Updated

President Trump on Tuesday said that he is prepared to shut down the government if congressional lawmakers don’t present a spending bill that will pay for a U.S.-Mexico border wall.

“Believe me, if we have to close down our government, we're building that wall,” Trump said at a campaign rally in Phoenix, where the crowd responded: “Build that wall. Build that wall. Build that wall.”

The Republican-controlled Congress has yet to pass a spending resolution to keep the government fully operational past Sept. 30.

And members will have just a few weeks after returning from August recess to complete the task and avoid a politically unpopular shutdown.

The House in late-July passed a spending bill that included $1.6 billion to build the wall, which has an estimated price tag of $12 billion.

However, Republicans have only a slight Senate majority, which means Democrats could demand that any budget resolution include no money for the wall, in exchange for their votes to pass the resolution and keep open the government.

(Voters bashed Republicans in 2013 for refusing to fund ObamaCare in a spending resolution that resulted in a 16-day shutdown.)

The idea that Trump would play hardball with Congress to get money for the wall to stem the flow of illegal immigrants and fulfill a major campaign promise has been an undercurrent in Washington for months, as the Oct. 1 deadline nears.

However, the idea resurfaced in recent weeks amid reports about the eventual ouster of White House political strategist Steven Bannon and how in his final weeks he urged the president to threaten the veto.

Senate Democrats estimate the wall could cost as much as $70 billion, and at least three have said they will not support a so-called continuing resolution, a placeholder for a full budget, if it includes money for the wall.

“If the president pursues this path, against the wishes of both Republicans and Democrats, as well as the majority of the American people, he will be heading towards a government shutdown, which nobody will like and which won’t accomplish anything,” Senate Minority Leader Chuck Schumer, D-N.Y., said Wednesday.

Rep. Trent Franks, R-Ariz., said Wednesday morning on Fox News' "America's Newsroom": "There would never be any discussion about shutting down the government if it were not for the fact Democrats in the Senate … take this process hostage through the filibuster.”

Trump also said Tuesday night: “Democrats would like us not to do it. Let me be very clear to Democrats in Congress who oppose a border wall and stand in the way of border security: You are putting all of America's safety at risk. You're doing that.”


Exercise aim:
Check each line of the listing below for the string "science", and copy the ones that have it.

Information provided:
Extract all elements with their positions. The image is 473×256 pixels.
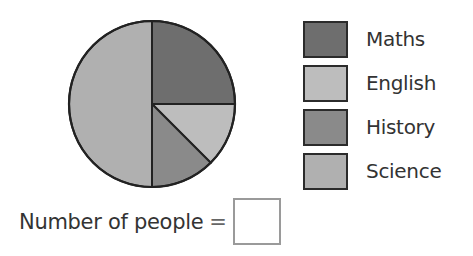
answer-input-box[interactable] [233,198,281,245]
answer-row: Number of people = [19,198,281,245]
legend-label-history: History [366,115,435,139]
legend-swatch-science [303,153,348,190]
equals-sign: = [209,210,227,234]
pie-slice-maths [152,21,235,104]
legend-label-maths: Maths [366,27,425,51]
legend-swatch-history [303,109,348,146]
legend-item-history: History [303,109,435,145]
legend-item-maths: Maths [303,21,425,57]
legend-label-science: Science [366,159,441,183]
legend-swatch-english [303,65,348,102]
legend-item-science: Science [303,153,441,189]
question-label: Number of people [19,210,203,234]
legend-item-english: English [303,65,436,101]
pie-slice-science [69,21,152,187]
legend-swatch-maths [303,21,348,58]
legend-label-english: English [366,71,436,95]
...
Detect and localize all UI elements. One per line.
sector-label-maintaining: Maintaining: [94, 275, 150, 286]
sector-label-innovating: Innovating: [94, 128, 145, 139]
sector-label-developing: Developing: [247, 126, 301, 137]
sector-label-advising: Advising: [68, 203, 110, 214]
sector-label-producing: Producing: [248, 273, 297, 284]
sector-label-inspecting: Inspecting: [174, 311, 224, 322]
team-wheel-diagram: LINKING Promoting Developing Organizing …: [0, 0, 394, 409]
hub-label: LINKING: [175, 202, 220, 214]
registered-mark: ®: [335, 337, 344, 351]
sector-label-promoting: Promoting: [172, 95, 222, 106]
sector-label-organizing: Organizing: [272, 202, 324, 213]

Your solution:
legend-swatch-science [303,153,348,190]
legend-label-science: Science [366,159,441,183]
legend-item-science: Science [303,153,441,189]
pie-slice-science [69,21,152,187]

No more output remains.